I hope FreeDV and CODEC2 do well. I gave a presentation to my club on FreeDV 6 .or 7 years ago. I polled the audience about which digital voice mode would be dominant in 5 years. Only one person though CODEC2/FreeDV. He's now SK. One or two members (out of about 100) have played with it, but none uses it in practice. The work on improving modems and speech clarity is great, but more is is needed, like usability and critical mass. It is nice to see embedding part of the project, but how much effort is being devoted to outreach and partnerships with manufacturs? Unless and until the major manufacturers adopt it, it will remain a backwater in the ham radio world, I'm afraid. One path to adoption might be to have something that takes less than 1kHz bandwidth to enable voice communications on 30m ;-) At least that is the case in Canada where modes are not regulated, just bandwidth (despite what WIkipedia says). In the 90s there was a proprietary speech codec (I forget the name) that used a mere 300bps. I remember the VOA using it over the Internet, so it's possible (FLDigi can do 562 bps in 750Hz channel with error correction).

FLdigi, has several OFDM modes. I don't know if it was the first (after VARA, perhaps) to offer that to hams, but it exists. FLdigi has its devotees, especially among those who don't want to use MS-Windows, but it a tiny fraction of the digital mode users in the ham radio population, at least locally. More than FreeDV though :-)

I'd also like to relate some experience with GNU Radio. I've tried it several times and gone through the tutorials. My experience with it on MS-Windows was unpleasant. There are lots of roadblocks to anything except using GRC and the developers are rather blasé about it, being focused on Linux. The custom Anaconda environment is also a PITA for the casual user, interfering with my other Python projects.

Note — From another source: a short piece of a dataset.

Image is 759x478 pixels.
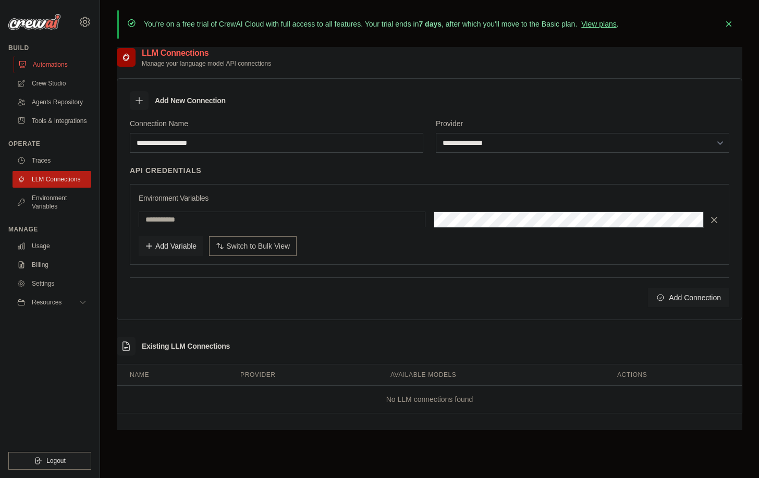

Unfortunately GRC can't do some simple things I need, like squelching one channel with another (no control output from the squelch block), or creating timestamped audio files that close when the signal is gone, etc. All that could be done by writing Python blocks, which is not hard, but that requires booting up a Linux system. I tried running my station on Linux, and some things worked well, but it's all the little utilities that come from manufacturers that get you, like the program that controls my antenna tuner, for instance.

From watching the GRCON videos, there's a lot of focus on analysis of digital signals, which is great, but there are also many limitations for doing anything in production, so most of my DSP projects, like my current radio direction finding and transmitter profile investigations, are straight Python/Scipy or C.